In the days after the Christchurch shooting, a nasty trope began to emerge in the far-right online sludge. On a website dedicated to prominent British Islamophobe Tommy Robinson, a local right wing extremist wrote an article arguing that the Greens and other outspoken voices on the left somehow bore responsibility for the terrorist attack through their cultivation of so-called “anti-white racism”.
Within a week, this trope had memed its way into the soundbites of federal MPs, national news sites and live TV. Peter Dutton paved the way last Monday when he claimed the Greens were just as bad as Fraser Anning, the neo-Nazi sympathiser who blamed Muslim immigration for the Christchurch attack.
Deputy Prime Minister Michael McCormack echoed this, arguing they were “much more of a danger to our social fabric than any other party”. Soon, this sentiment had hardened, with Andrew Bolt arguing that the Greens had “blood on their hands” over the Christchurch attack. Then Liberal Party vice-president Teena McQueen accused Greens leader Richard Di Natale of hate speech and inciting violence on ABC’s Q&A. As pressure mounted on Scott Morrison to not preference One Nation following the Al Jazeera sting, at least two Liberal MPs came out arguing that the Greens were in fact the most dangerous political organisation in the country.
This latest round of baffling Greens-bashing, as opposed to genuine policy disagreement, points to two prominent themes in the discourse of the Australian right. Firstly, it shows how quickly talking points from the internet’s reactionary basement enter into mainstream political discourse. Second, it is another example of a recurring tactic on the right: blame the Greens for everything — from natural disasters to regional poverty.
From the sewer to Senate
The “Greens did Christchurch” trope is an almost textbook example of the life cycle of a far-right meme. The meme will usually originate on message boards or ad-riddled right-wing “news” sites before eventually being picked up by News Corp culture warriors and metastasizing into the language of mainstream politicians who give it oxygen and legitimacy.
The recent history of Australian politics is littered with other examples of the pipeline between the right-wing trollosphere and parliament.
Pauline Hanson’s Senate motion, saying “it’s OK to be white” referenced a phrase which originated on neo-Nazi message boards. Liberal senators decided to vote in favour of it, though they later said it was because of an “administrative error”.
Earlier in the year, Home Affairs Minister Peter Dutton was reportedly considering fast-tracking visas for white South African farmers who he argued faced persecution and violence. Many in the right-wing media agreed that this was a troubling instance of “reverse racism”. But this sudden concern for white South African farmers didn’t happen overnight. Instead, it has been mobilised as part of a conspiratorial alt-right narrative about white genocide. Within months Donald Trump was also talking about the farmers.
Some talking points are now so ubiquitous among figures on the Australian right, their deeply troubling origins are all but forgotten. The myth that Western culture is under siege from a shadowy cabal of “cultural Marxists”, which has its origins in an anti-Semitic conspiracy theory about Jewish academics, has enthralled people like Nine political editor Chris Uhlmann and Australian Conservatives leader Cory Bernardi. Norwegian far-right mass shooter Anders Breivik was also a believer.
When in doubt, blame the Greens
The post-Christchurch blame game also highlights the often absurd lengths many on the right go to to blame the Greens for, well, almost everything. News Corp columnist Miranda Devine particularly excels. In 2009, then writing in The Sydney Morning Herald, she blamed “greenies” for the Black Saturday bushfires, a claim she has repeatedly come back to, and which she still stood by 10 years later.
Their environmental stance, particularly opposition to mining and push for renewable energy, is frequently blamed for potentially destroying industries, and impoverishing regional Australia.
Wannabe Liberal MP Warren Mundine accused them of being determined to keep poor people poor by opposing mining. When mining giant Glencore announced it would not be opening new coal mines because of climate-related risks, Coalition MPs blamed “latte-sipping Greens” for attempting to destroy the mining industry. Meanwhile, stance on Israel has seen them labelled “a party of ignorant extremists”. Recently, Dutton claimed activist group GetUp, which is campaigning to unseat him, was controlled by the Greens.
This week’s anti-Greens attacks are hardly new for the Coalition. Partly this is a standard form of political deflection. But the combination of “extremely online” right-wing fragments and latent anti-Greens sentiment made it an irresistible bit of political posturing for many on the right.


Each line below should be repeated exactly, but no picture should be carried over.
━━━━━ Data for this exercise
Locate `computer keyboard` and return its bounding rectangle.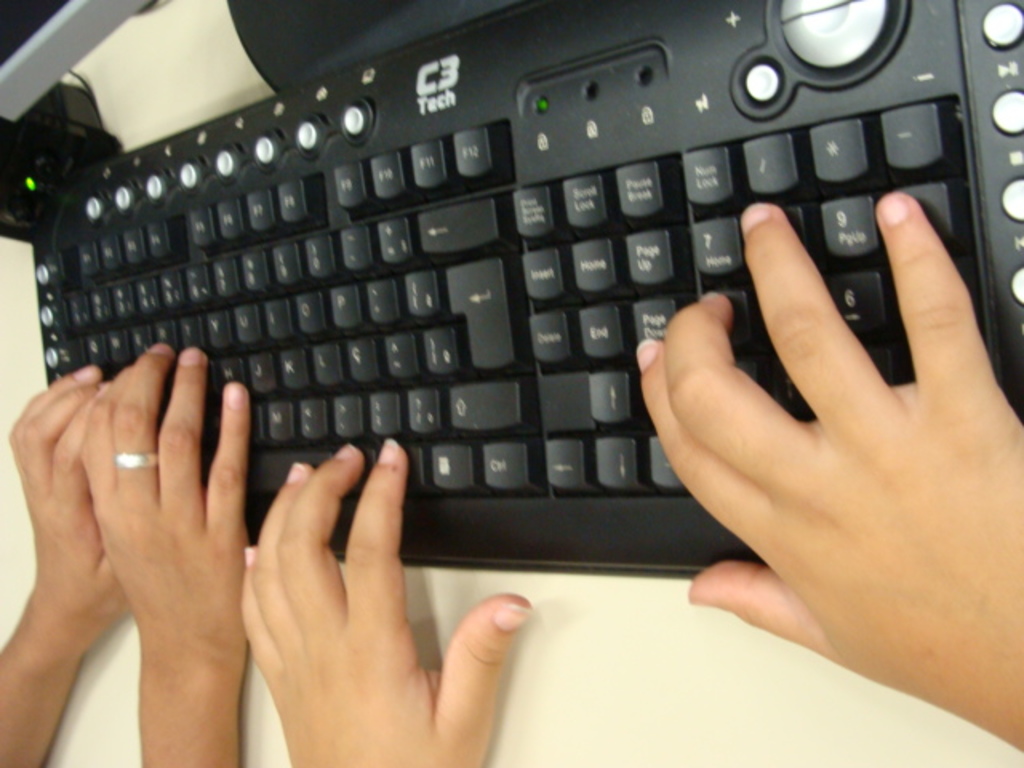
29/0/1022/582.
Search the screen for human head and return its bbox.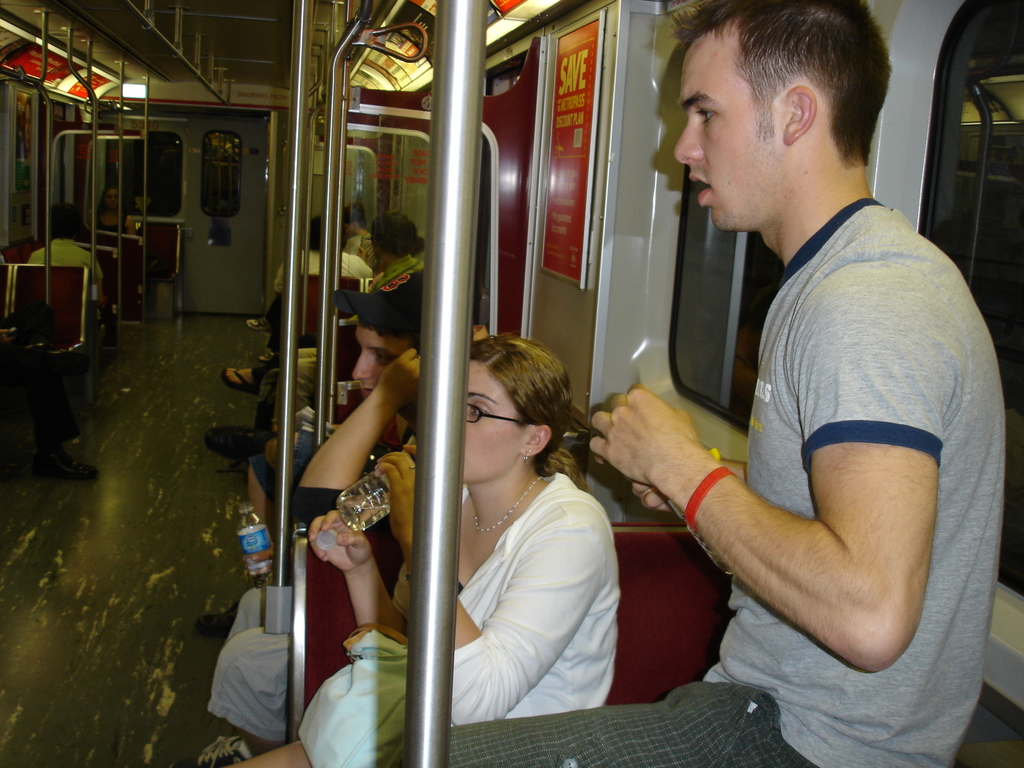
Found: [left=338, top=204, right=365, bottom=236].
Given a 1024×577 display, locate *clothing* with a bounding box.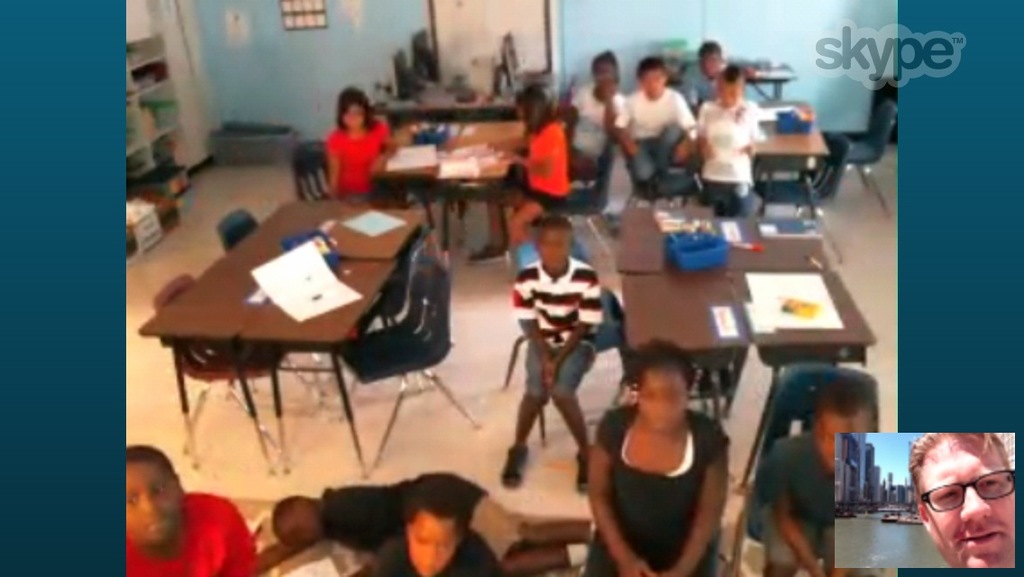
Located: <box>514,124,567,216</box>.
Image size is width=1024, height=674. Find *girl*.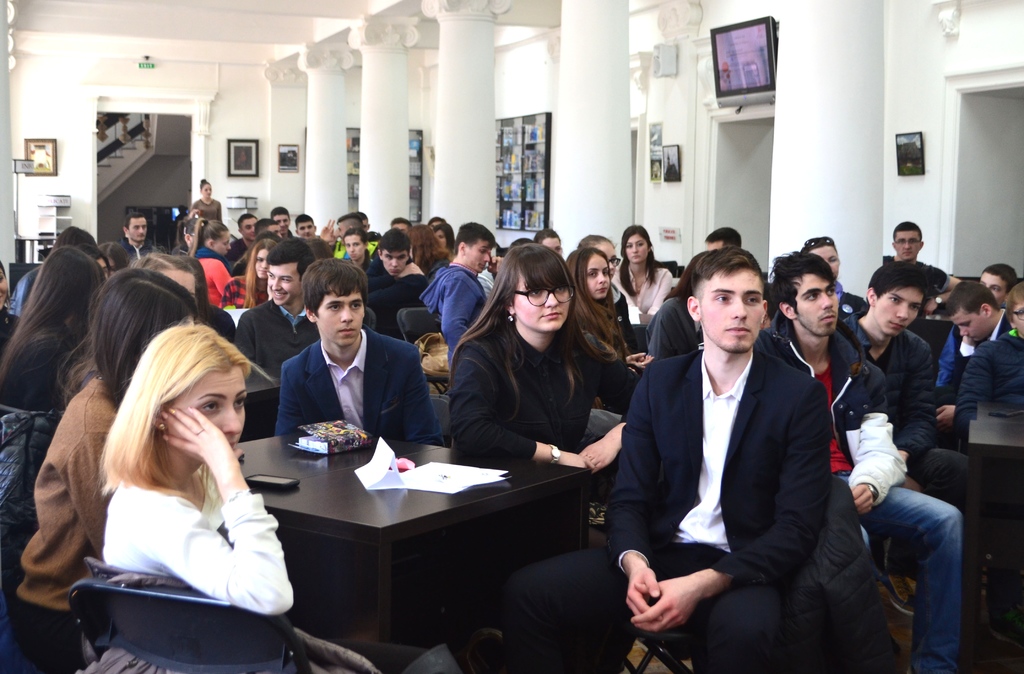
(x1=0, y1=262, x2=21, y2=360).
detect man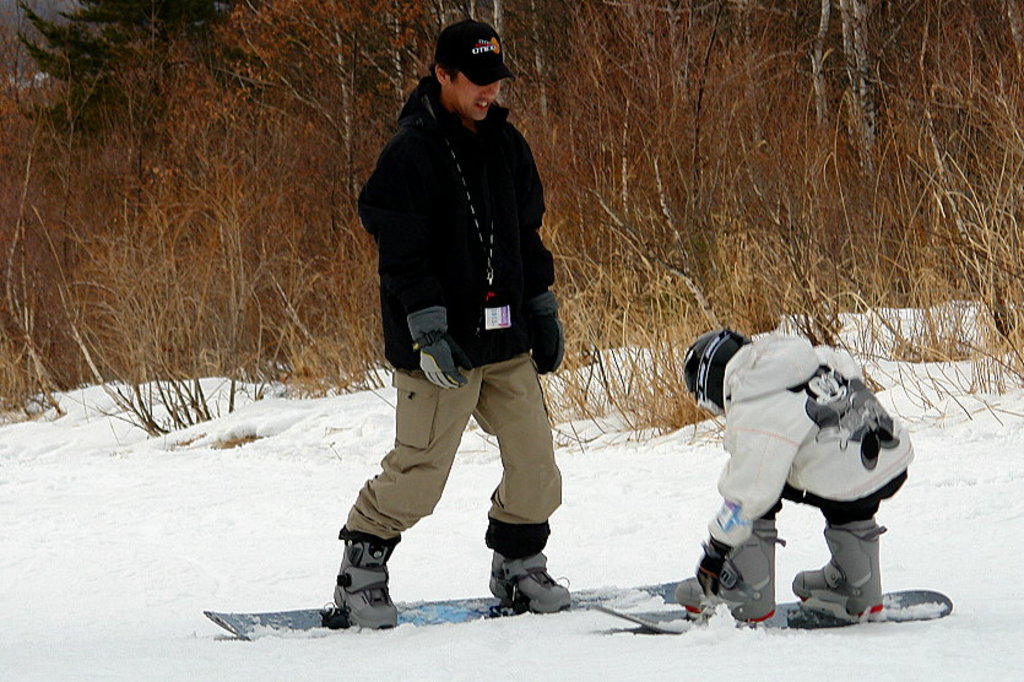
[358, 15, 578, 578]
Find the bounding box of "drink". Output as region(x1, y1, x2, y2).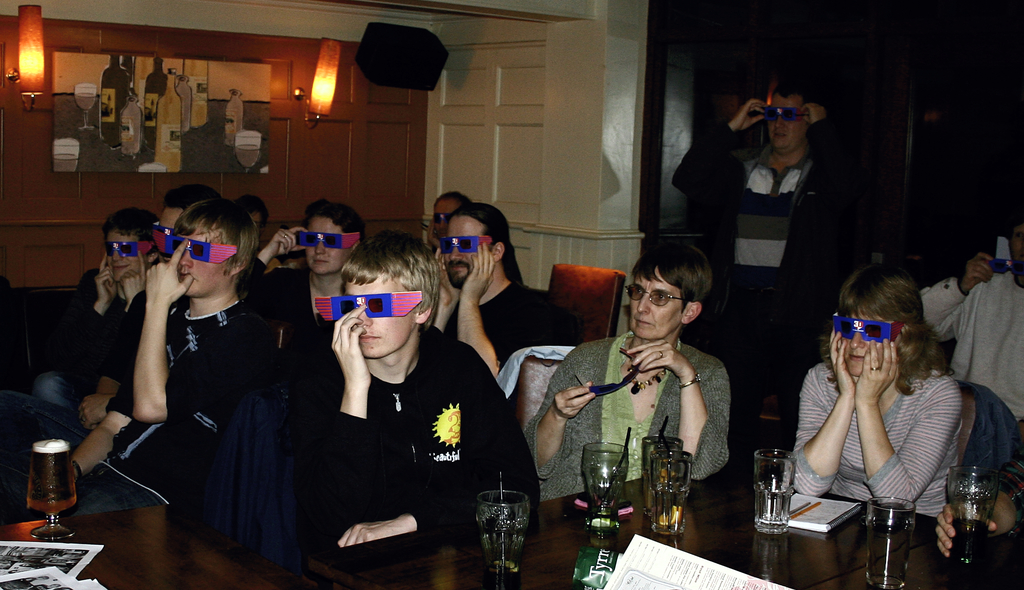
region(490, 561, 521, 589).
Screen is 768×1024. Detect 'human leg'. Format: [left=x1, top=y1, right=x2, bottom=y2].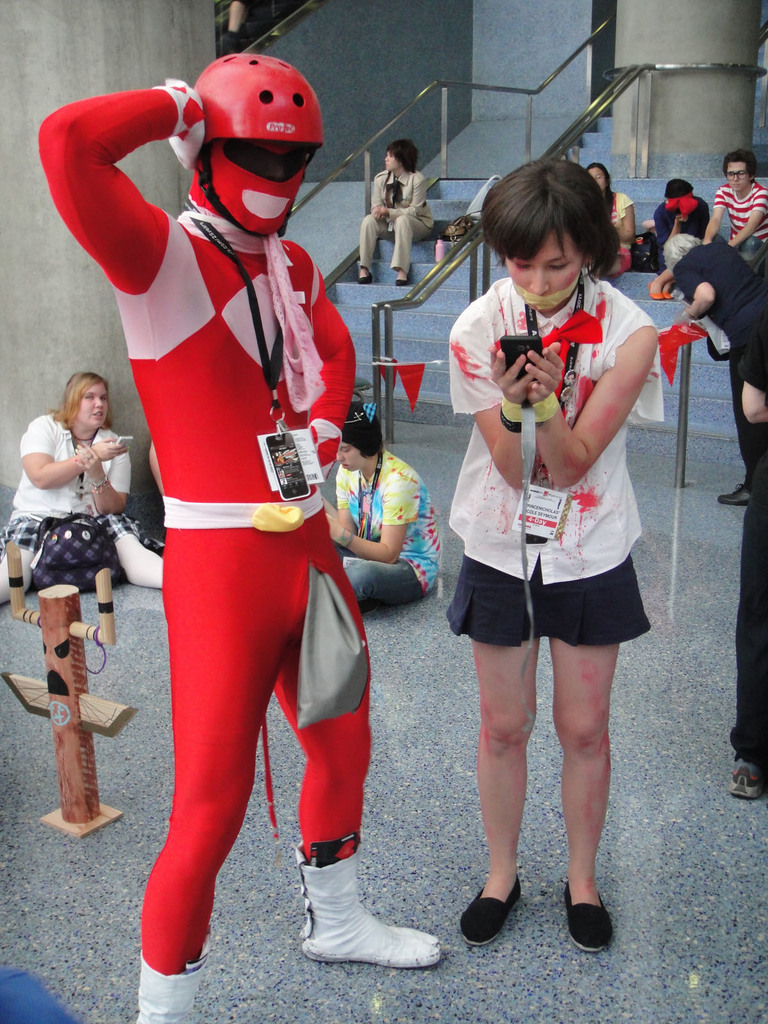
[left=548, top=636, right=615, bottom=955].
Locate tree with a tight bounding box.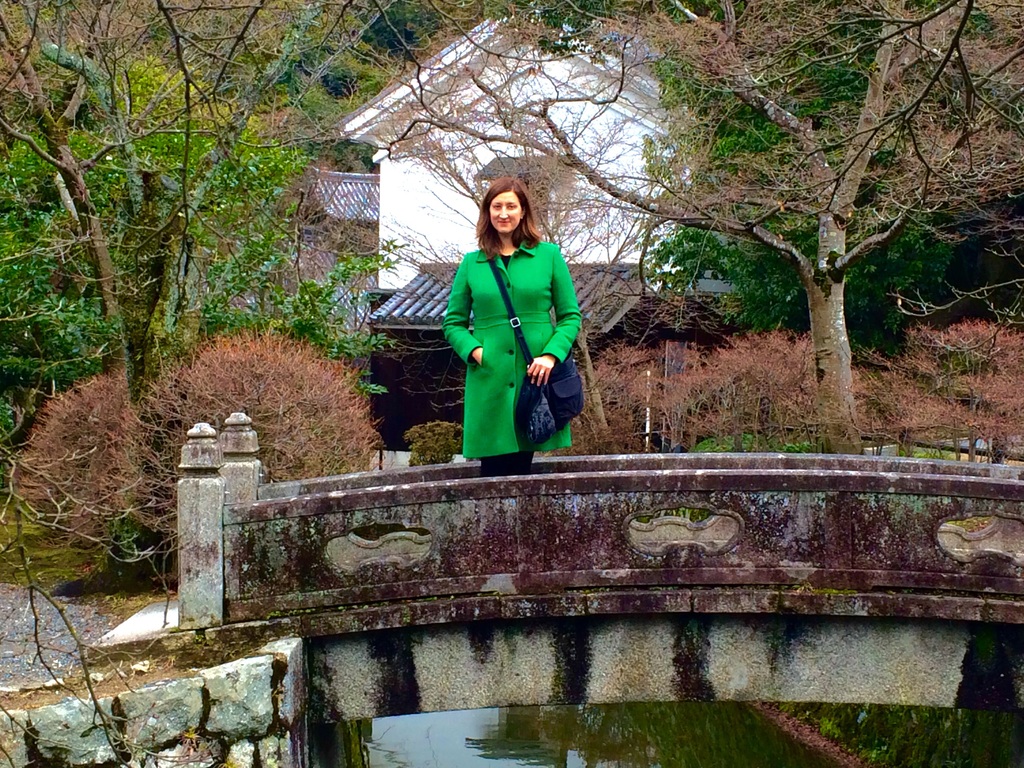
[307,0,1023,467].
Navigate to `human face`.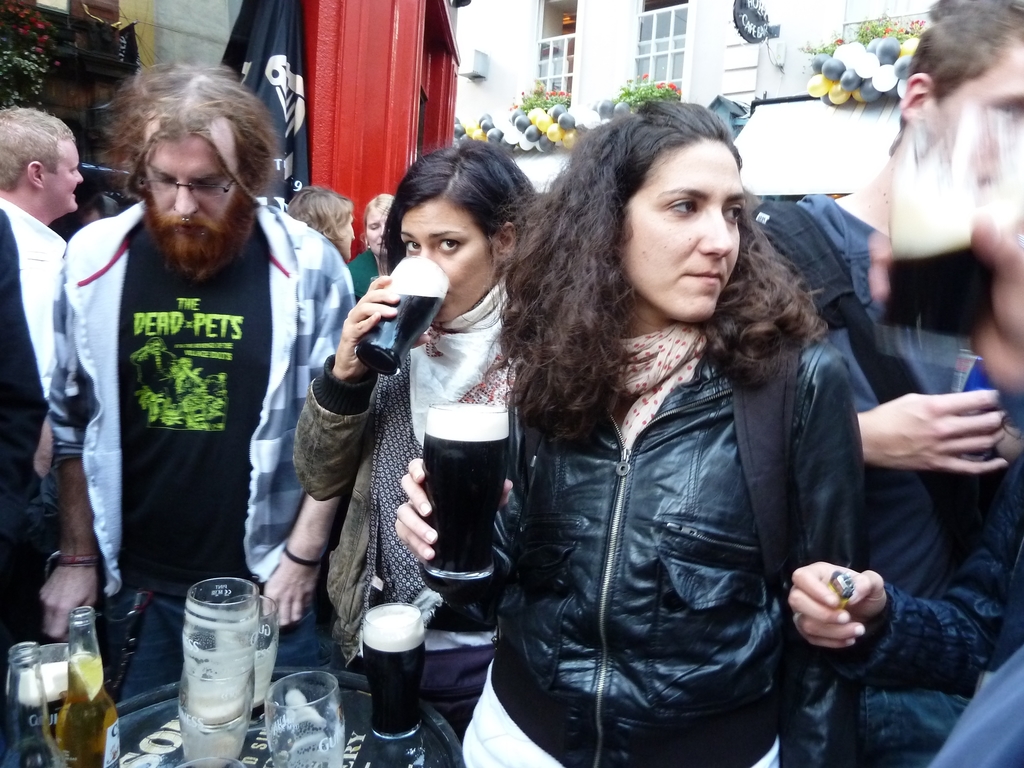
Navigation target: [left=623, top=141, right=747, bottom=323].
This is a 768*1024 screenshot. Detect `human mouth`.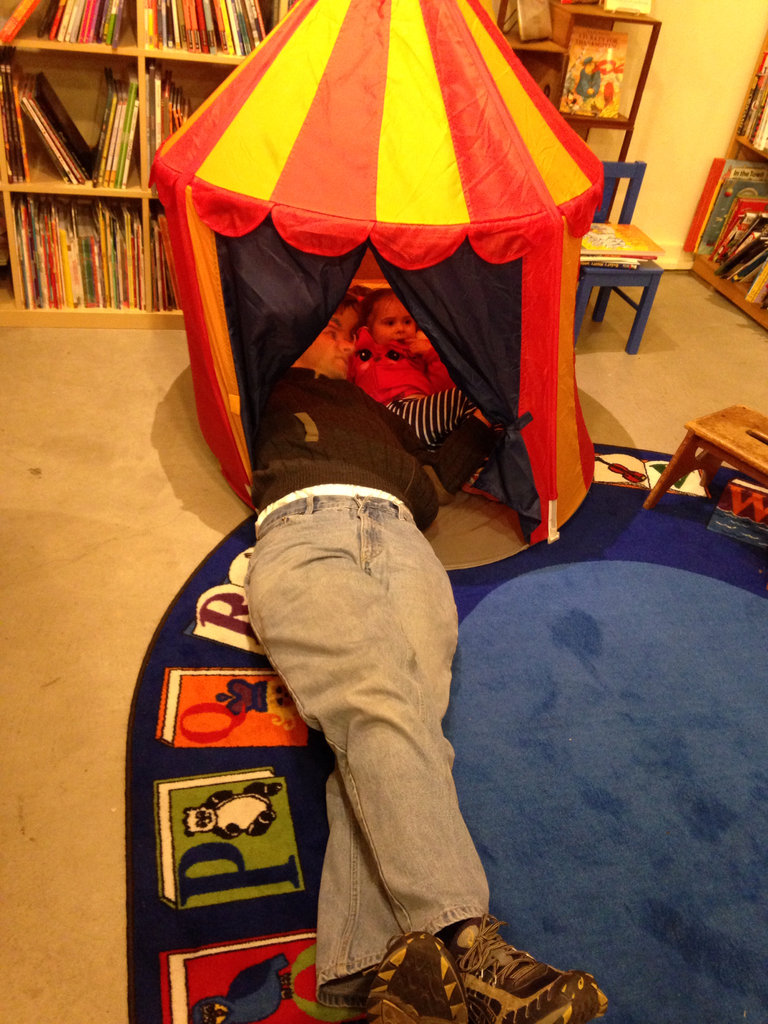
detection(326, 351, 355, 367).
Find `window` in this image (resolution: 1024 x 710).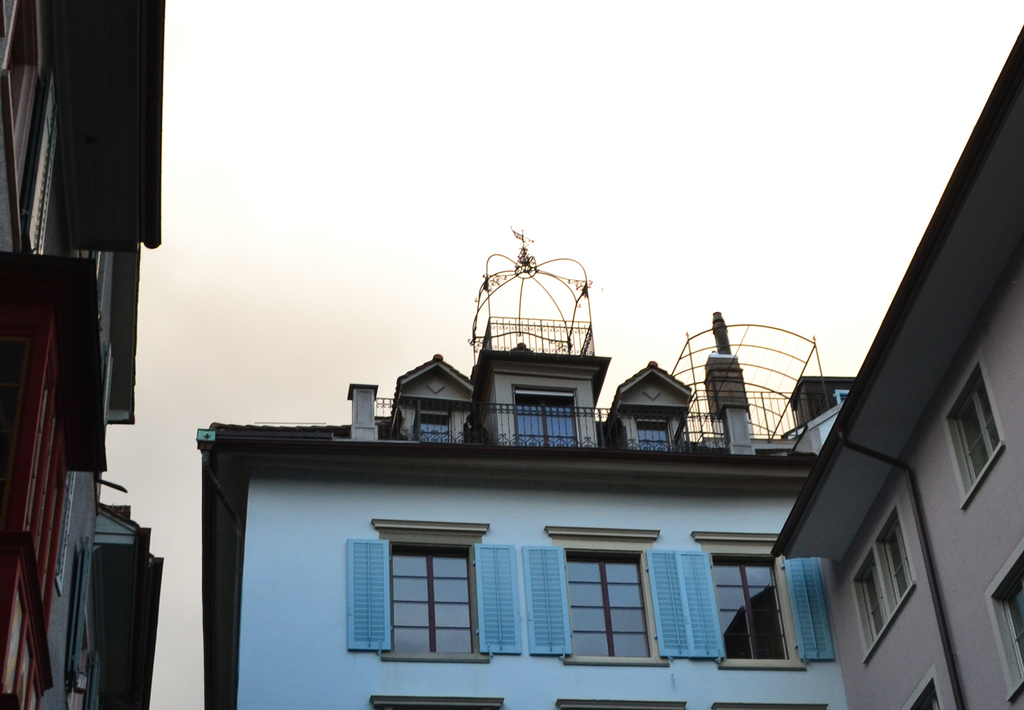
713,702,832,709.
━━━━━━━━━━
■ **Final answer**
Locate `computer keyboard` and return its bounding rectangle.
29/0/1022/582.
Search the screen for human head and return its bbox.
Found: [left=338, top=204, right=365, bottom=236].
Given a 1024×577 display, locate *clothing* with a bounding box.
Located: <box>514,124,567,216</box>.
Image size is width=1024, height=674. Find *girl*.
(x1=0, y1=262, x2=21, y2=360).
detect man
[358, 15, 578, 578]
Find the bounding box of "drink". Output as region(x1, y1, x2, y2).
region(490, 561, 521, 589).
Screen is 768×1024. Detect 'human leg'. Format: [left=x1, top=y1, right=x2, bottom=y2].
[left=548, top=636, right=615, bottom=955].
Locate tree with a tight bounding box.
[307,0,1023,467].
Navigate to `human face`.
Navigation target: [left=623, top=141, right=747, bottom=323].
This is a 768*1024 screenshot. Detect `human mouth`.
detection(326, 351, 355, 367).
Find `window` in this image (resolution: 1024 x 710).
713,702,832,709.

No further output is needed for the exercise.